I am spending the summer immersing myself in reading all things psycho. I came across a statement which, if you can get past the academic tone, provides a key interpretation of how the relational approach (which is what I’m studying) is divergent from classical psychoanalysis’ emphasis on a one-person psychology.
“The relational-perspectivist approach I am advocating views the patient-analyst relationship as continually being established and reestablished through ongoing mutual influence in which both patient and analyst systematically affect, and are affected by, each other. A communication process is established between patient and analyst in which influence flows in both directions. This implies a “two-person psychology” or a regulatory-systems conceptualization of the analytic process. The terms transference and countertransference too easily lend themselves to a model that implies a one-way influence in which the analyst reacts to the patient. That the influence between patient and analyst is not equal does not mean that it is not mutual; the analytic relationship may be mutual without being symmetrical.”
– Lewis Aron, A Meeting of Minds: Mutuality in Psychoanalysis
The author proceeds to develop this distinction between relational and classical (two-person vs. one-person psychology) as it pertains to intersubjectivity (the mutual awareness of what the other is thinking/feeling in a therapeutic environment and how this field of awareness affects both the patient and analyst). The quote above is a brilliantly distilled proposition which may seem commonsensical on first reading, but with a broader understanding of the history of psychoanalysis I can see how revolutionary a statement this is.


• **Exercise brief**: Go through the records and report each line in which the word "bottom" occurs.

• **Records from a collection**:
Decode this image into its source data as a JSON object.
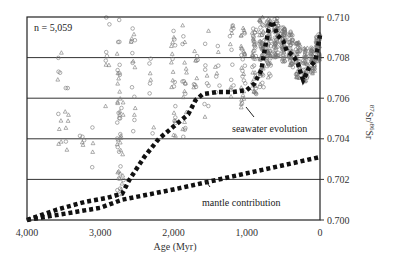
{
  "chart_data": {
    "type": "scatter",
    "title": "",
    "xlabel": "Age (Myr)",
    "ylabel": "87Sr/86Sr",
    "ylabel_display": {
      "sup1": "87",
      "base1": "Sr/",
      "sup2": "86",
      "base2": "Sr"
    },
    "x_reversed": true,
    "xlim": [
      4000,
      0
    ],
    "ylim": [
      0.7,
      0.71
    ],
    "x_ticks": [
      {
        "value": 4000,
        "label": "4,000"
      },
      {
        "value": 3000,
        "label": "3,000"
      },
      {
        "value": 2000,
        "label": "2,000"
      },
      {
        "value": 1000,
        "label": "1,000"
      },
      {
        "value": 0,
        "label": "0"
      }
    ],
    "y_ticks": [
      {
        "value": 0.7,
        "label": "0.700"
      },
      {
        "value": 0.702,
        "label": "0.702"
      },
      {
        "value": 0.704,
        "label": "0.704"
      },
      {
        "value": 0.706,
        "label": "0.706"
      },
      {
        "value": 0.708,
        "label": "0.708"
      },
      {
        "value": 0.71,
        "label": "0.710"
      }
    ],
    "y_axis_side": "right",
    "grid": "horizontal",
    "sample_count_label": "n = 5,059",
    "series": [
      {
        "name": "seawater evolution",
        "style": "thick-dotted",
        "color": "#111111",
        "points": [
          [
            4000,
            0.7
          ],
          [
            3600,
            0.7005
          ],
          [
            3200,
            0.7009
          ],
          [
            2900,
            0.7011
          ],
          [
            2700,
            0.7013
          ],
          [
            2600,
            0.702
          ],
          [
            2400,
            0.7031
          ],
          [
            2200,
            0.704
          ],
          [
            2000,
            0.7046
          ],
          [
            1800,
            0.7052
          ],
          [
            1700,
            0.7059
          ],
          [
            1600,
            0.7062
          ],
          [
            1400,
            0.7063
          ],
          [
            1200,
            0.7063
          ],
          [
            1000,
            0.7064
          ],
          [
            900,
            0.7067
          ],
          [
            800,
            0.7074
          ],
          [
            750,
            0.7085
          ],
          [
            700,
            0.7094
          ],
          [
            650,
            0.7098
          ],
          [
            580,
            0.7091
          ],
          [
            500,
            0.7088
          ],
          [
            450,
            0.7083
          ],
          [
            400,
            0.7082
          ],
          [
            350,
            0.708
          ],
          [
            300,
            0.7077
          ],
          [
            260,
            0.7072
          ],
          [
            230,
            0.7069
          ],
          [
            200,
            0.7071
          ],
          [
            150,
            0.7075
          ],
          [
            100,
            0.7077
          ],
          [
            60,
            0.7079
          ],
          [
            30,
            0.7085
          ],
          [
            0,
            0.7091
          ]
        ]
      },
      {
        "name": "mantle contribution",
        "style": "thick-dotted",
        "color": "#111111",
        "points": [
          [
            4000,
            0.7
          ],
          [
            3000,
            0.7006
          ],
          [
            2700,
            0.701
          ],
          [
            2000,
            0.7015
          ],
          [
            1500,
            0.7019
          ],
          [
            1000,
            0.7023
          ],
          [
            500,
            0.7027
          ],
          [
            0,
            0.7031
          ]
        ]
      }
    ],
    "scatter_groups": [
      {
        "marker": "circle",
        "color": "#777777",
        "label": "samples (open circles)"
      },
      {
        "marker": "triangle",
        "color": "#777777",
        "label": "samples (open triangles)"
      }
    ],
    "annotations": [
      {
        "text": "seawater evolution",
        "at": [
          700,
          0.7046
        ],
        "points_to": [
          800,
          0.7056
        ]
      },
      {
        "text": "mantle contribution",
        "at": [
          1600,
          0.701
        ],
        "points_to": [
          1900,
          0.7017
        ]
      }
    ]
  }
}
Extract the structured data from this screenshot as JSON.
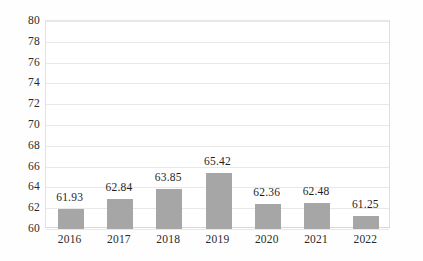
{
  "chart_data": {
    "type": "bar",
    "title": "",
    "subtitle": "",
    "xlabel": "",
    "ylabel": "",
    "categories": [
      "2016",
      "2017",
      "2018",
      "2019",
      "2020",
      "2021",
      "2022"
    ],
    "values": [
      61.93,
      62.84,
      63.85,
      65.42,
      62.36,
      62.48,
      61.25
    ],
    "data_labels": [
      "61.93",
      "62.84",
      "63.85",
      "65.42",
      "62.36",
      "62.48",
      "61.25"
    ],
    "ylim": [
      60,
      80
    ],
    "ytick_step": 2,
    "ytick_labels": [
      "80",
      "78",
      "76",
      "74",
      "72",
      "70",
      "68",
      "66",
      "64",
      "62",
      "60"
    ],
    "grid": true,
    "grid_axis": "y",
    "legend": null,
    "legend_position": "none",
    "series": [
      {
        "name": "",
        "values": [
          61.93,
          62.84,
          63.85,
          65.42,
          62.36,
          62.48,
          61.25
        ]
      }
    ],
    "colors": {
      "bar_fill": "#a6a6a6",
      "gridline": "#e8e8e8",
      "axis_line": "#e0e0e0",
      "text": "#2a2a2a",
      "background": "#ffffff"
    }
  }
}
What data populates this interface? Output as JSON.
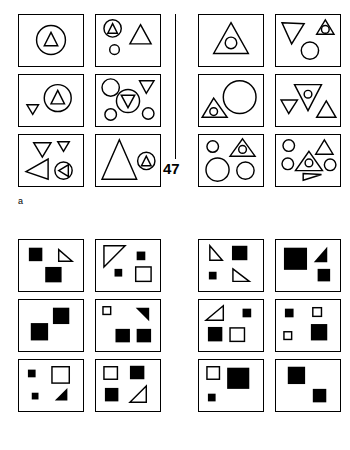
{
  "figure": {
    "panels": [
      {
        "id": "a",
        "label": "a",
        "page_number": "47",
        "shape_vocabulary": [
          "circle",
          "triangle"
        ],
        "style": "outline",
        "rows": 3,
        "columns": 4,
        "cells": [
          {
            "side": "left",
            "row": 0,
            "col": 0,
            "description": "large circle containing a small up-triangle"
          },
          {
            "side": "left",
            "row": 0,
            "col": 1,
            "description": "small circle containing an up-triangle, a large up-triangle, a small circle"
          },
          {
            "side": "left",
            "row": 1,
            "col": 0,
            "description": "small down-triangle, circle containing an up-triangle"
          },
          {
            "side": "left",
            "row": 1,
            "col": 1,
            "description": "circle, down-triangle, circle containing a down-triangle, two small circles"
          },
          {
            "side": "left",
            "row": 2,
            "col": 0,
            "description": "down-triangle, small down-triangle, large left-pointing triangle, circle containing a left-pointing triangle"
          },
          {
            "side": "left",
            "row": 2,
            "col": 1,
            "description": "large up-triangle, circle containing a small up-triangle"
          },
          {
            "side": "right",
            "row": 0,
            "col": 0,
            "description": "large up-triangle containing a circle"
          },
          {
            "side": "right",
            "row": 0,
            "col": 1,
            "description": "large down-triangle, small up-triangle containing a circle, circle"
          },
          {
            "side": "right",
            "row": 1,
            "col": 0,
            "description": "up-triangle containing a small circle, large circle"
          },
          {
            "side": "right",
            "row": 1,
            "col": 1,
            "description": "small down-triangle, down-triangle containing a circle, up-triangle"
          },
          {
            "side": "right",
            "row": 2,
            "col": 0,
            "description": "small circle, up-triangle containing a circle, large circle, medium circle"
          },
          {
            "side": "right",
            "row": 2,
            "col": 1,
            "description": "two circles, small up-triangle, up-triangle containing a circle, circle, small right-pointing triangle"
          }
        ]
      },
      {
        "id": "b",
        "label": "b",
        "page_number": "58",
        "shape_vocabulary": [
          "square",
          "triangle"
        ],
        "style": "filled-and-outline",
        "rows": 3,
        "columns": 4,
        "cells": [
          {
            "side": "left",
            "row": 0,
            "col": 0,
            "description": "filled square, outline triangle, filled square"
          },
          {
            "side": "left",
            "row": 0,
            "col": 1,
            "description": "large outline triangle, small filled square, small filled square, outline square"
          },
          {
            "side": "left",
            "row": 1,
            "col": 0,
            "description": "filled square, filled square"
          },
          {
            "side": "left",
            "row": 1,
            "col": 1,
            "description": "small outline square, filled triangle, two filled squares"
          },
          {
            "side": "left",
            "row": 2,
            "col": 0,
            "description": "small filled square, outline square, small filled square, filled triangle"
          },
          {
            "side": "left",
            "row": 2,
            "col": 1,
            "description": "outline square, filled square, filled square, outline triangle"
          },
          {
            "side": "right",
            "row": 0,
            "col": 0,
            "description": "outline triangle, filled square, small filled square, outline triangle"
          },
          {
            "side": "right",
            "row": 0,
            "col": 1,
            "description": "large filled square, filled triangle, filled square"
          },
          {
            "side": "right",
            "row": 1,
            "col": 0,
            "description": "outline triangle, small filled square, filled square, outline square"
          },
          {
            "side": "right",
            "row": 1,
            "col": 1,
            "description": "small filled square, small outline square, small outline square, filled square"
          },
          {
            "side": "right",
            "row": 2,
            "col": 0,
            "description": "outline square, large filled square, small filled square"
          },
          {
            "side": "right",
            "row": 2,
            "col": 1,
            "description": "filled square, filled square"
          }
        ]
      }
    ],
    "caption": ""
  },
  "colors": {
    "ink": "#000000",
    "background": "#ffffff",
    "caption": "#8a8a8a"
  }
}
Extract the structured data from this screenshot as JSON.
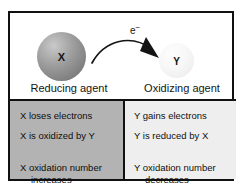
{
  "figure": {
    "colors": {
      "frame": "#111111",
      "left_cell_background": "#b3b3b3",
      "right_cell_background": "#eeeeee",
      "sphere_x": "#8a8a8a",
      "sphere_y": "#f2f2f2",
      "text": "#141414",
      "page_background": "#ffffff"
    }
  },
  "diagram": {
    "electron_arrow": {
      "label": "e",
      "charge": "−",
      "direction": "left-to-right"
    },
    "species": [
      {
        "symbol": "X",
        "caption": "Reducing agent",
        "shade": "dark-gray"
      },
      {
        "symbol": "Y",
        "caption": "Oxidizing agent",
        "shade": "light-gray"
      }
    ]
  },
  "table": {
    "left": {
      "lines": [
        "X loses electrons",
        "X is oxidized by Y"
      ],
      "wrapped": {
        "first": "X oxidation number",
        "second": "increases"
      }
    },
    "right": {
      "lines": [
        "Y gains electrons",
        "Y is reduced by X"
      ],
      "wrapped": {
        "first": "Y oxidation number",
        "second": "decreases"
      }
    }
  }
}
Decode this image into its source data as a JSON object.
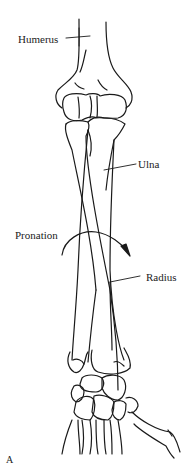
{
  "labels": {
    "humerus": "Humerus",
    "ulna": "Ulna",
    "pronation": "Pronation",
    "radius": "Radius",
    "panel": "A"
  },
  "colors": {
    "stroke": "#1a1a1a",
    "background": "#ffffff"
  }
}
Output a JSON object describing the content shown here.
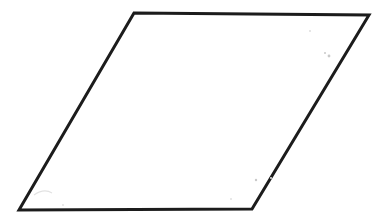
{
  "figure": {
    "shape_name": "parallelogram",
    "background_color": "#ffffff",
    "stroke_color": "#1c1c1c",
    "fill_color": "#ffffff",
    "stroke_width": 3,
    "canvas": {
      "width": 378,
      "height": 221
    },
    "vertices": [
      {
        "label": "top-left",
        "x": 134,
        "y": 13
      },
      {
        "label": "top-right",
        "x": 369,
        "y": 15
      },
      {
        "label": "bottom-right",
        "x": 252,
        "y": 209
      },
      {
        "label": "bottom-left",
        "x": 19,
        "y": 210
      }
    ],
    "points_attr": "134,13 369,15 252,209 19,210",
    "edges": [
      {
        "name": "top-edge",
        "from": "top-left",
        "to": "top-right"
      },
      {
        "name": "right-edge",
        "from": "top-right",
        "to": "bottom-right"
      },
      {
        "name": "bottom-edge",
        "from": "bottom-right",
        "to": "bottom-left"
      },
      {
        "name": "left-edge",
        "from": "bottom-left",
        "to": "top-left"
      }
    ],
    "scan_artifacts": [
      {
        "name": "speck-upper-right-a",
        "x": 310,
        "y": 31,
        "r": 1.1,
        "tone": "faint"
      },
      {
        "name": "speck-upper-right-b",
        "x": 325,
        "y": 53,
        "r": 1.0,
        "tone": "normal"
      },
      {
        "name": "speck-upper-right-c",
        "x": 329,
        "y": 56,
        "r": 1.4,
        "tone": "normal"
      },
      {
        "name": "speck-lower-right-a",
        "x": 256,
        "y": 180,
        "r": 1.2,
        "tone": "normal"
      },
      {
        "name": "speck-lower-right-b",
        "x": 271,
        "y": 178,
        "r": 1.0,
        "tone": "faint"
      },
      {
        "name": "speck-lower-middle",
        "x": 231,
        "y": 199,
        "r": 1.0,
        "tone": "faint"
      },
      {
        "name": "speck-lower-left",
        "x": 63,
        "y": 205,
        "r": 0.9,
        "tone": "faint"
      }
    ],
    "smudge_path": "M 34 195 Q 44 188 52 193"
  }
}
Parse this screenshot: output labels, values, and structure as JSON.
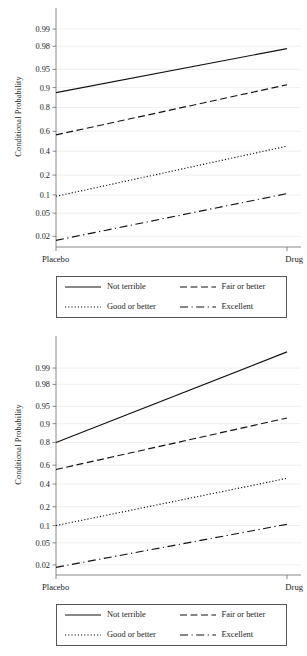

• **Answer below**:
        "label": "bottom-right",
        "label": "bottom-left",
        "to": "bottom-right"
        "name": "bottom-edge",
        "from": "bottom-right",
        "to": "bottom-left"
        "from": "bottom-left",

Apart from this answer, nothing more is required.